In reality, however, Jesus’ miracles are clearly evident in our lives today. The fact that you and I believe in Jesus as our Savior is a miracle of God’s grace and evidence of the power of the Holy Spirit. As the apostle Paul explains, “No one can say that Jesus is Lord except by the Holy Spirit,” (1 Corinthians 12:3), yet he later explains this miracle of spiritual regeneration when he writes, “It is the God who commanded light to shine out of darkness, who has shone in our hearts to give the light of the knowledge of the glory of God in the face of Jesus Christ” (2 Corinthians 4:6). Conversion is a miracle comparable to that of God’s original miracle of creating light! Beyond that each and every one of us can think of those times when our Savior has miraculously answered our prayers, preserved our lives from danger, or opened doors of opportunity for us in ways that often seem to the world around us as quite natural, but which we cannot explain in ways apart from the power and intervention of our Savior!
Truly Jesus is unlike any god of man-made religions. As I was preparing a sermon in India, I was visiting with Nireekshana Benjamin.
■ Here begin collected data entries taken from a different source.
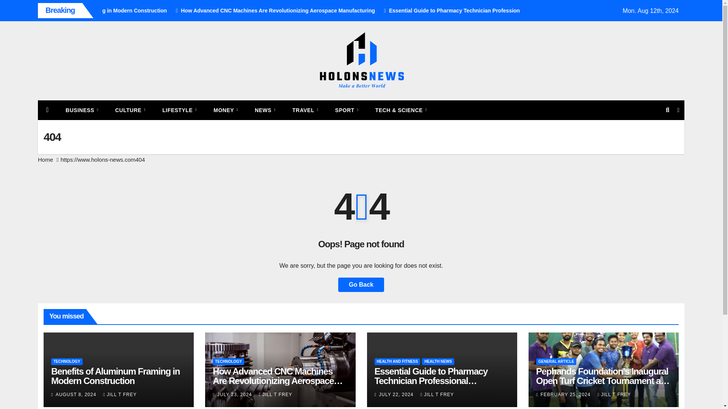 The image size is (728, 409). What do you see at coordinates (179, 110) in the screenshot?
I see `Lifestyle` at bounding box center [179, 110].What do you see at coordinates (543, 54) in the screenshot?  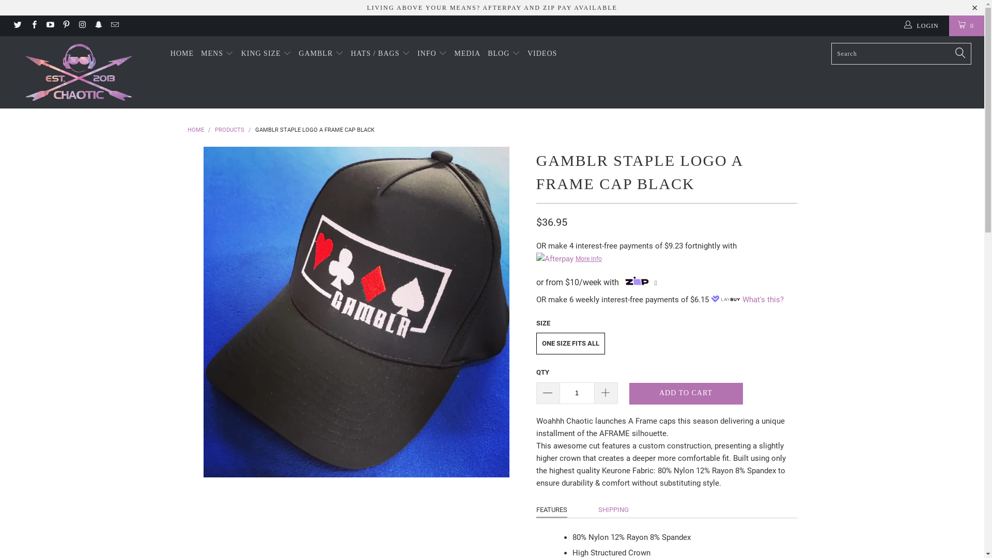 I see `VIDEOS` at bounding box center [543, 54].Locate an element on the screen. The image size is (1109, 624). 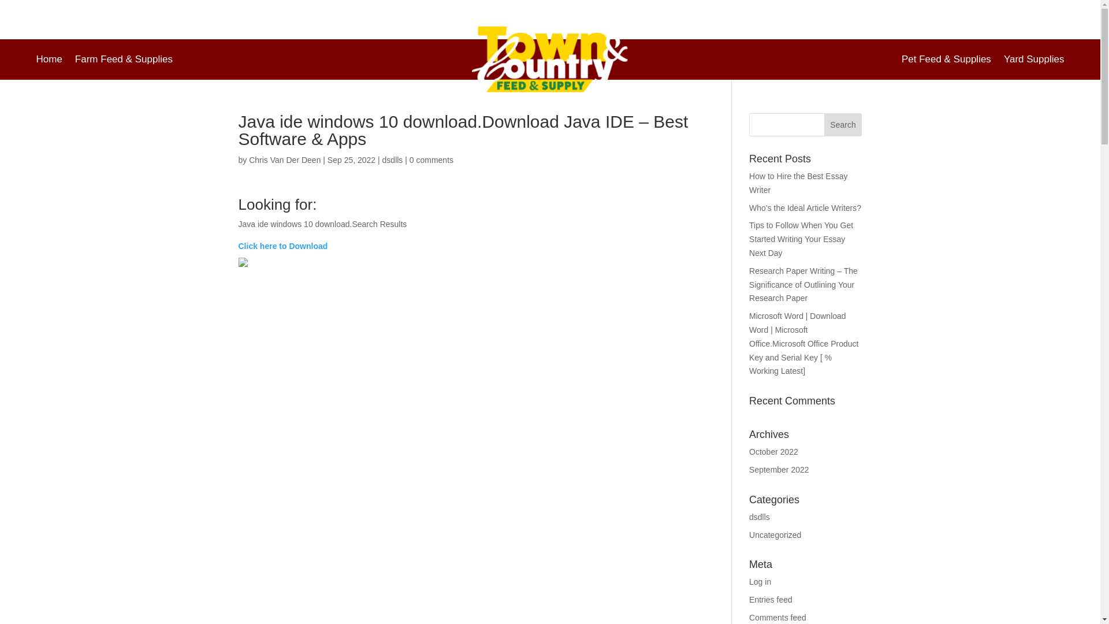
logo is located at coordinates (550, 59).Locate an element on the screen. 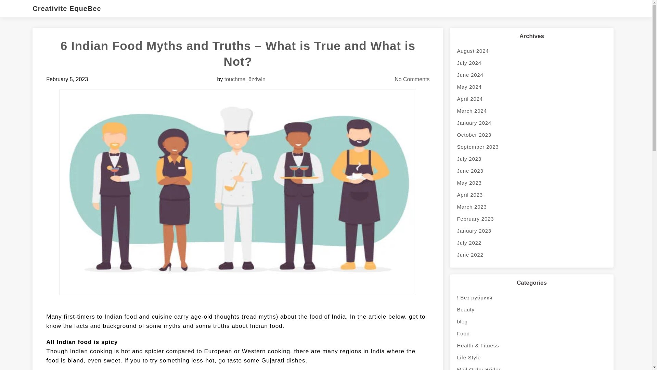 The width and height of the screenshot is (657, 370). February 2023 is located at coordinates (531, 218).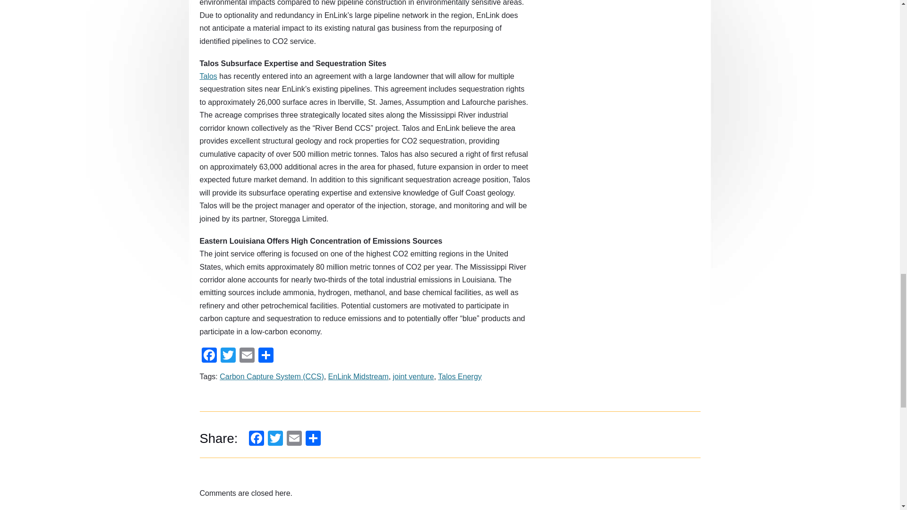 The height and width of the screenshot is (510, 907). What do you see at coordinates (246, 355) in the screenshot?
I see `Email` at bounding box center [246, 355].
He commented that if we in our sermons simply preach Christ—His power and majesty, His presence and blessing, it will become apparent to all that are listening that the gods of this world simply cannot and do not compare. SALVATION IS FOUND IN JESUS ALONE!
Jesus…who wants us boldly to proclaim His saving name! Having decided on a plan for dealing with Peter and John, the Jewish council called them back into their presence. With great fury they commanded the apostles to refrain from any further preaching in the name of Jesus. Peter’s response is so very instructive: “Whether it is right in the sight of God to listen to you more than to God, you judge. For we cannot but speak the things which we have seen and heard.” God has commanded us to listen to and obey those whom He has placed over us in this world. However, when those in authority command the child of God to do something contrary to God’s will, or to refrain from doing something commanded in God’s will, the child of God must listen to God! So Peter stated the case; such is the case for you and for me today.
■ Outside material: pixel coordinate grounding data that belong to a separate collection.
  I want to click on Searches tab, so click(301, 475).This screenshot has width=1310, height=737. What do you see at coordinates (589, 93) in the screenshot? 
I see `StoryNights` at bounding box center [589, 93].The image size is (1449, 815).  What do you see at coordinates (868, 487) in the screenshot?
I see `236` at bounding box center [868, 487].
My dear friends, there is no question that our Savior Jesus wants us boldly to proclaim His saving name. He had told us “to make disciples of all nations” (Matthew 28:19); “to preach the gospel to every creature” (Mark 16:15); and, in general, to be “His witnesses…to the end of the earth” (Acts 1:8). There is only one reason for us to fulfill these commands—to take the time, to make the effort, to go to the expense, and to risk the danger! That reason is that SALVATION IS FOUND IN JESUS ALONE! May the Spirit fill our hearts with the love of our Savior, with an understanding of the precious nature of the truths of His word, and with the conviction that the very best thing we can do for anyone is to share with them the name of Jesus! Amen.